US Federal Reserve Chair Jerome Powell has pledged to do whatever it takes to curb inflation, now raging at a four-decade high and defying the Fed's efforts so far to tame it. Increasingly, it seems, doing so might require the one painful thing the Fed has sought to avoid: A recession. A worse-than-expected inflation report for May consumer prices rocketed up 8.6 per cent from a year earlier, the biggest jump since 1981 helped spur the Fed to raise its benchmark interest rate by three-quarters of point on Wednesday. Not since 1994 has the central bank raised its key rate by that much all at once. And until Friday's nasty inflation report, traders and economists had expected a rate hike of just half a percentage point on Wednesday. What's more, several more hikes are coming. The soft landing the Fed has hoped to achieve slowing inflation to its 2 per cent goal without derailing the economy is becoming both trickier and riskier than Powell had bargained for. Each rate hike means
The Fed hiked its policy rate by 75 basis points Wednesday to a range of 1.5% to 1.75%, as officials intensified their battle against inflation that's remained stubbornly high
Soaring inflation and recession fears pose a dilemma before the US Fed on the quantum of rate hikes without derailing growth. Find out if investors would be able to withstand the likely market rout
Oil prices rose on Tuesday as tight global supply outweighed worries that fuel demand would be hit by a possible recession and fresh Covid-19 curbs in China
Wall Street opened the week with heavy losses that put the benchmark S&P 500 at a level considered to be a so-called bear market.
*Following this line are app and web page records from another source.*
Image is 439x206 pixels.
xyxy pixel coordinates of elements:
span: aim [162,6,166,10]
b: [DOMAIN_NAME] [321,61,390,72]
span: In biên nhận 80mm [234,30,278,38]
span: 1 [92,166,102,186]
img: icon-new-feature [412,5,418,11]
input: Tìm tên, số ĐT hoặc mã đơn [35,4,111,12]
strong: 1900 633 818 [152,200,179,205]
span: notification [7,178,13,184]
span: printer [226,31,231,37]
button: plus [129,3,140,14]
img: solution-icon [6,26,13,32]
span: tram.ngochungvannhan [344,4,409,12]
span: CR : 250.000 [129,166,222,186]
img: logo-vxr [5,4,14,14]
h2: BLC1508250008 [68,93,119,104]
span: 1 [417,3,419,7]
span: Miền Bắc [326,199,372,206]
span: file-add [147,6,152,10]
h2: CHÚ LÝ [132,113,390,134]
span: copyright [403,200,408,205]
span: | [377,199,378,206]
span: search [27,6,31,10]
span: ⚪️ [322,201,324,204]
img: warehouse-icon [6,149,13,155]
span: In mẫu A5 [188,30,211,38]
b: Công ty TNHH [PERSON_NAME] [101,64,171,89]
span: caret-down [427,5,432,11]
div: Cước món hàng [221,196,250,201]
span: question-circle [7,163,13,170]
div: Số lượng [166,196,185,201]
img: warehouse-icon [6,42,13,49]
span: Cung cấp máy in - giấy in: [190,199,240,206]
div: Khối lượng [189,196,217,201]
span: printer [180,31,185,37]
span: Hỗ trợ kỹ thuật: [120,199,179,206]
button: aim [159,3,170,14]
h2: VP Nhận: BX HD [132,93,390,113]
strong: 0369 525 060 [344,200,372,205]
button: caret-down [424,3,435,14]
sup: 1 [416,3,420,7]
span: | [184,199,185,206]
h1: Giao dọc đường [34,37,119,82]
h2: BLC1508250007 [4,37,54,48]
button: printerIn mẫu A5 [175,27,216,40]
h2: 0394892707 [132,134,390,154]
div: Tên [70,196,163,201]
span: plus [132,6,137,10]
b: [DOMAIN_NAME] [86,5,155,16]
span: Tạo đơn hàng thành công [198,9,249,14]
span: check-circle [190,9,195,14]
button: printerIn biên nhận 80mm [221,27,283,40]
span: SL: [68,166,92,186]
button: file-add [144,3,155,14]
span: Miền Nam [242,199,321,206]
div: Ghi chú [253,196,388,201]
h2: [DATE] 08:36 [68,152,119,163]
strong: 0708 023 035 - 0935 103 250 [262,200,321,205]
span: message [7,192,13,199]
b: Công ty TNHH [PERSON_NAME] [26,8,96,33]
Rising interest rates, high inflation, the war in Ukraine and a slowdown in China's economy have led investors to reconsider what they're willing to pay for a wide range of stocks, from high-flying tech companies to traditional automakers. Big swings have become commonplace and Monday was no exception. The last bear market happened just two years ago, but this would still be a first for those investors that got their start trading on their phones during the pandemic. Thanks in large part to extraordinary actions by the Federal Reserve, stocks have for years seemed to go largely in only one direction: up. The buy the dip rallying cry after every market slide has grown fainter after stinging losses and severe plunges in risky assets like cryptocurrencies. Bitcoin fell below $23,000 on Monday. The price for Bitcoin neared $68,000 late last year. Here are ..
Top cryptocurrency Bitcoin (BTC) further nosedived to around $21,000 per coin on Tuesday, a level it saw some five years ago
Asian shares tumbled on Tuesday after Wall Street officially entered bear market territory and bond yields hit a two-decade high
Oil prices seesawed in positive and negative territory, holding up despite recession fears and potential new Covid-19 curbs in China that could dampen demand as the market remains tightly supplied
US equities tumbled on Monday, with the S&P 500 confirming it is in a bear market, as fears grow that the expected aggressive Fed rate hikes would push the economy into a recession
Does a US recession threaten the Indian IT industry? Is there a dark side of influencer marketing? What global events will markets track this week? What is global minimum corporate tax? Answers here
A recession in the US would have far-reaching consequences for the Indian economy -- especially for the IT sector. We examine how the Indian IT industry will be hit if the US goes through a recession
We have problems that the rest of the world has, Biden said, but less consequential than the rest of the world has
Goldman Sachs Senior Chairman Lloyd Blankfein urged companies and consumers to gird for a US recession
The inflation data over the coming six months will be critical
Global growth optimism, according to the survey findings, was at an all-time low, with recession fears surging in the world's investment community.
The current yield inversion has more to do with the temporary demand-supply mismatch in the bond market and doesn't necessarily signal a recession in the US
Shorter maturities have been selling off faster than their longer-dated peers this year as investors ratchet up expectations the Fed will hike rates to combat inflation
The number of Americans applying for unemployment benefits rose last week despite signs that the US labour market is rebounding from last year's coronavirus recession.
The number of Americans applying for unemployment benefits fell last week, another sign that the US job market and economy continue their steady recovery from last year's coronavirus recession.
The US economy grew at a solid 6.4 per cent rate in the first three months of the year, setting the stage for what economists believe may be the strongest year for the economy in about seven decades.